However, the concept is much less far-fetched than its critics argue for the followingreasons:

1. It is a logical extension—and likely a transactions-cost minimizing one—of a privateordering mechanism, a natural arrangement that exists in every inter-organizationalalliance.

2. Both auto-control and delegated monitoring have an illustrious history of over acentury of achieving stability and reduced performance variances in CFI systems inmany places in the world, starting with the Raiffeisen’s auditing federations.
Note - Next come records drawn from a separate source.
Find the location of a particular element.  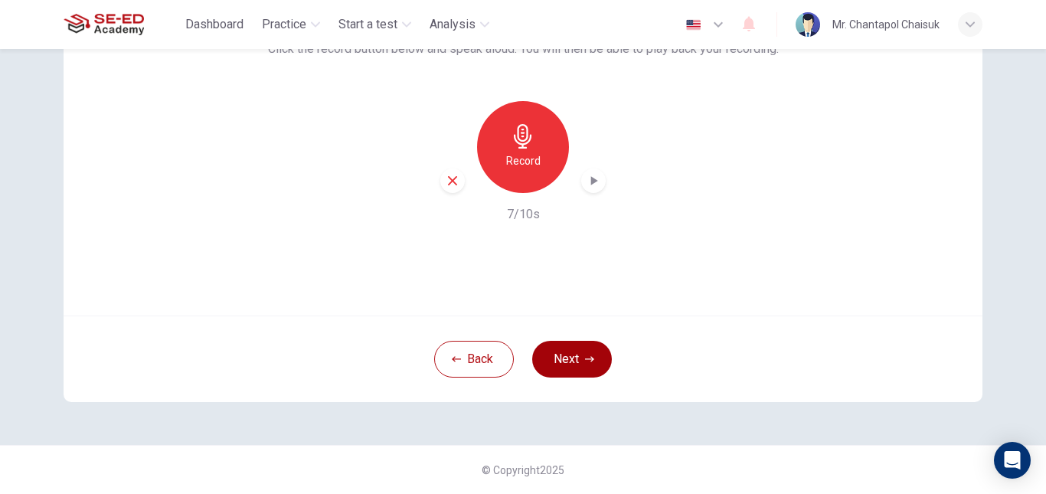

button: Practice is located at coordinates (291, 25).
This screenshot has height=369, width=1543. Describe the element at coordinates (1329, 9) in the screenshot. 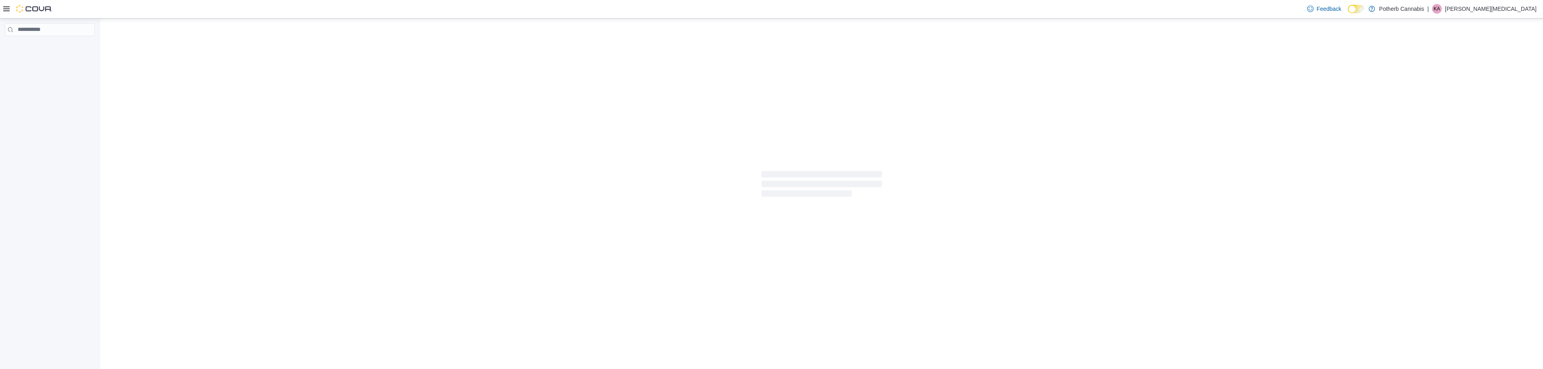

I see `span: Feedback` at that location.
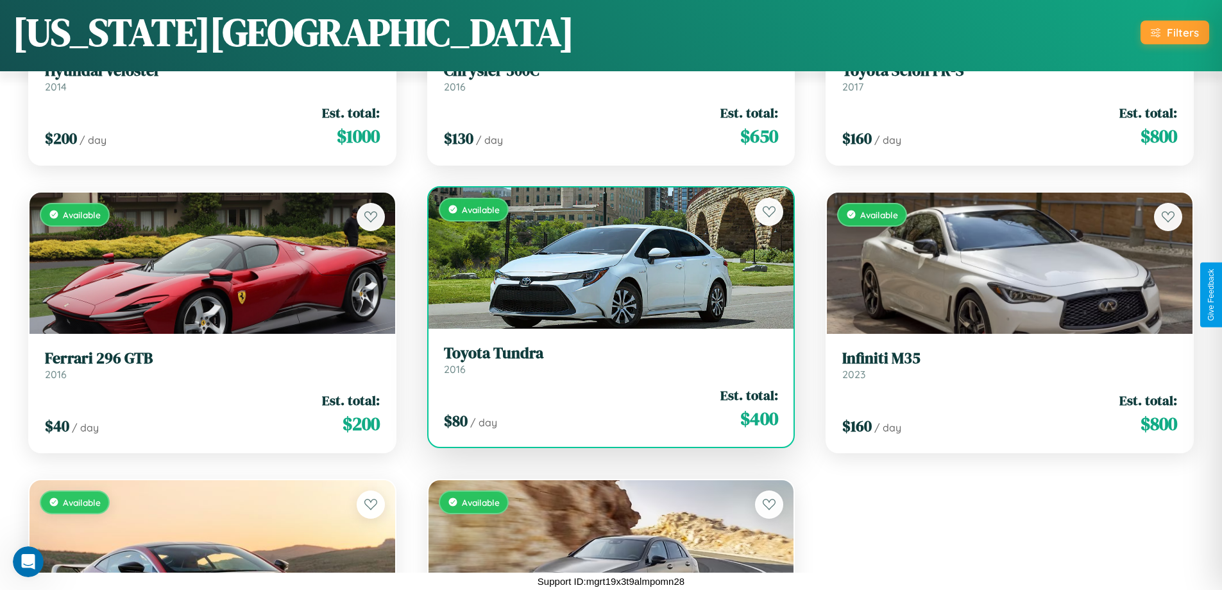  I want to click on span: $ 130, so click(459, 138).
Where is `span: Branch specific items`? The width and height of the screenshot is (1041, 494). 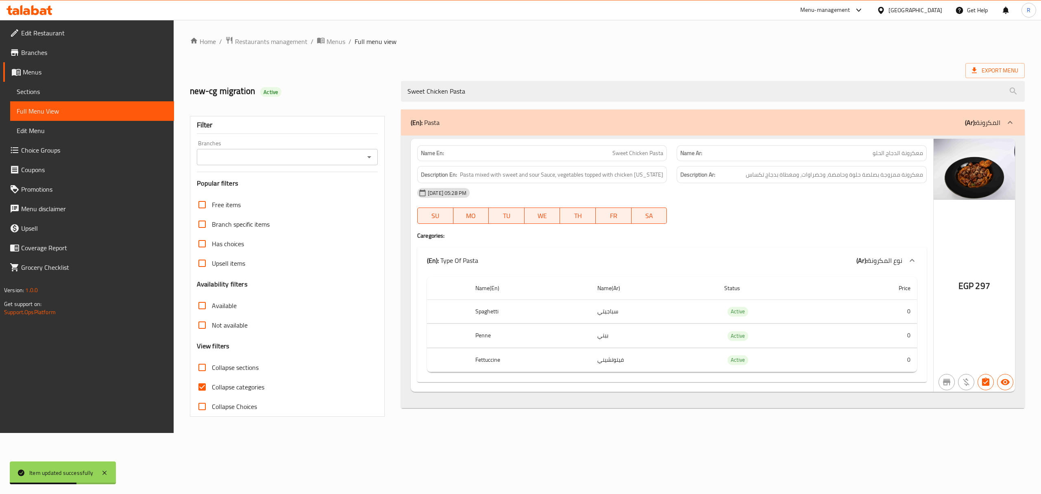 span: Branch specific items is located at coordinates (241, 224).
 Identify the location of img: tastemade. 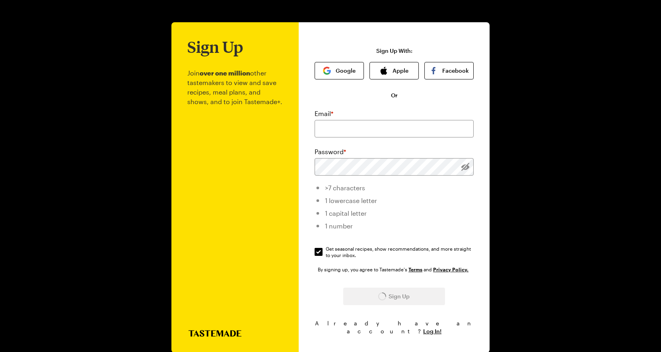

Theindirect mechanism has historically been and is currently widely used by CFI move-ments in many countries.

3. The active intervention of regulators is in the best interest of member-shareholderswho see in the regulators a means to reinforce the control of management—constraining their expense preferences—and of potentially aberrant members ofthe alliance.

We conclude this chapter with the following two propositions:

Proposition 7: Indirect supervision (auxiliary/delegated) is a powerful tool to: (i) adaptsupervision to specific needs of the CFI; (ii) facilitate integration of CFIs to a supervisionenvironment with financial sector standards; and (iii) encourage integration.

Proposition 8: Tiering (splitting) the CFI sector into two groups: one of large/open CFIsunder banking authority supervision and another of smaller/closed CFI is (is not) a reason-able strategy to address the problem of creating an appropriate R&S environment for CFIs.

46 World Bank Working Paper

45. In all cases mentioned, they were apex organizations that operated as primary banks, partlyencouraged by the banking authority. Their failure led to massive crisis in the networks to which theybelonged. This experience in itself represents a strong warning against apex organizations that abandonthe subsidiarity principle and engage in retail banking.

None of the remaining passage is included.